### Activity
Write down exactly the lines from the one with "Describe the element at coordinates (607, 426)" to the end of the data, first and last included, and no others.

BEGIN

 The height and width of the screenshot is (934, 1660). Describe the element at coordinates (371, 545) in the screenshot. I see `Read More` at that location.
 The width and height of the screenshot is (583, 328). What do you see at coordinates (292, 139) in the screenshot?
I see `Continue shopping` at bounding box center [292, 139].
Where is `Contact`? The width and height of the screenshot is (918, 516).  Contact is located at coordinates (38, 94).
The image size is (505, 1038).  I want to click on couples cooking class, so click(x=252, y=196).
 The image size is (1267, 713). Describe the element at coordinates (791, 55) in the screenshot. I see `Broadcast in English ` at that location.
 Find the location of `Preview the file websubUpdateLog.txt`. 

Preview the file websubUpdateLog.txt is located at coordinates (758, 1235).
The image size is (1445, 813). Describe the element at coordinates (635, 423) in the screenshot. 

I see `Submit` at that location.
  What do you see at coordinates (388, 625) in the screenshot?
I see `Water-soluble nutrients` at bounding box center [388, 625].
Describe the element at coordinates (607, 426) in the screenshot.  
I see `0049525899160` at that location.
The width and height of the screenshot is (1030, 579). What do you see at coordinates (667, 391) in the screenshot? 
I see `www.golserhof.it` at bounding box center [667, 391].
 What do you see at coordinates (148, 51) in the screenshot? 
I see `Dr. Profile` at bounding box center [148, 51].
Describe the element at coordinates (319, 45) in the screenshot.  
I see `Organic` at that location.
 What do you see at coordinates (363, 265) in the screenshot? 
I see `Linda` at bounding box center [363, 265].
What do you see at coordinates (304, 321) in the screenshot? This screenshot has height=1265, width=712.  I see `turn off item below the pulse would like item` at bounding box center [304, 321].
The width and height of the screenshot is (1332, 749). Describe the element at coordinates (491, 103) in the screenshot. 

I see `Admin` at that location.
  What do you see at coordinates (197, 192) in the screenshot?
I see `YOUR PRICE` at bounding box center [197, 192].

END

### Expected output
Describe the element at coordinates (607, 426) in the screenshot.  
I see `0049525899160` at that location.
The width and height of the screenshot is (1030, 579). What do you see at coordinates (667, 391) in the screenshot? 
I see `www.golserhof.it` at bounding box center [667, 391].
 What do you see at coordinates (148, 51) in the screenshot? 
I see `Dr. Profile` at bounding box center [148, 51].
Describe the element at coordinates (319, 45) in the screenshot.  
I see `Organic` at that location.
 What do you see at coordinates (363, 265) in the screenshot? 
I see `Linda` at bounding box center [363, 265].
What do you see at coordinates (304, 321) in the screenshot? This screenshot has height=1265, width=712.  I see `turn off item below the pulse would like item` at bounding box center [304, 321].
The width and height of the screenshot is (1332, 749). Describe the element at coordinates (491, 103) in the screenshot. 

I see `Admin` at that location.
  What do you see at coordinates (197, 192) in the screenshot?
I see `YOUR PRICE` at bounding box center [197, 192].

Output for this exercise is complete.